[270] [Displeased.]
[271] [Old copy, whindling. See Halliwell, v. Whimlen. There is also windilling; but the word is one of those terms of contempt used by early writers rather loosely.]
[272] These two lines are taken, with a slight change, from the ballad of "The Jolly Finder of Wakefield." See Ritson's "Robin Hood," ii. 16—
"In Wakefleld there lives a jolly pinder,
In Wakefield all on a green," &c.
[273] [Old copy, monuments.]
[274] Ritson ("Notes and Illustrations to Robin Hood," i. 62) observes correctly that Fitzwater confounds one man with another, and that Harold Harefoot was the son and successor of Canute the Great.
[275] [Old copy, them.]
[276] "In a trice" is the usual expression. See a variety of instances collected by Mr Todd in his Dictionary, but none of them have it "with a trice," as in this place. The old copy prints the ordinary abbreviation for with, which may have been misread by the printer. [With is no doubt wrong, and has been altered.]
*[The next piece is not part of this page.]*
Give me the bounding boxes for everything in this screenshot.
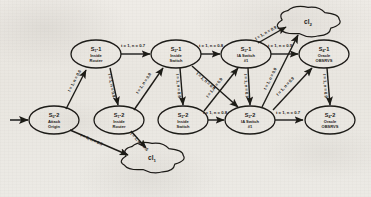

[277] The scenes are marked, though incorrectly, in the old copy thus far; but the rest of the play is only divided by the exits or entrances of the characters.
[278] Jenny, a country wench, uses the old word straw'd; but when the author speaks afterwards in the stage direction, he describes Marian as "strewing flowers." Shakespeare has o'er-strawed in "Venus and Adonis," perhaps for the sake of the rhyme.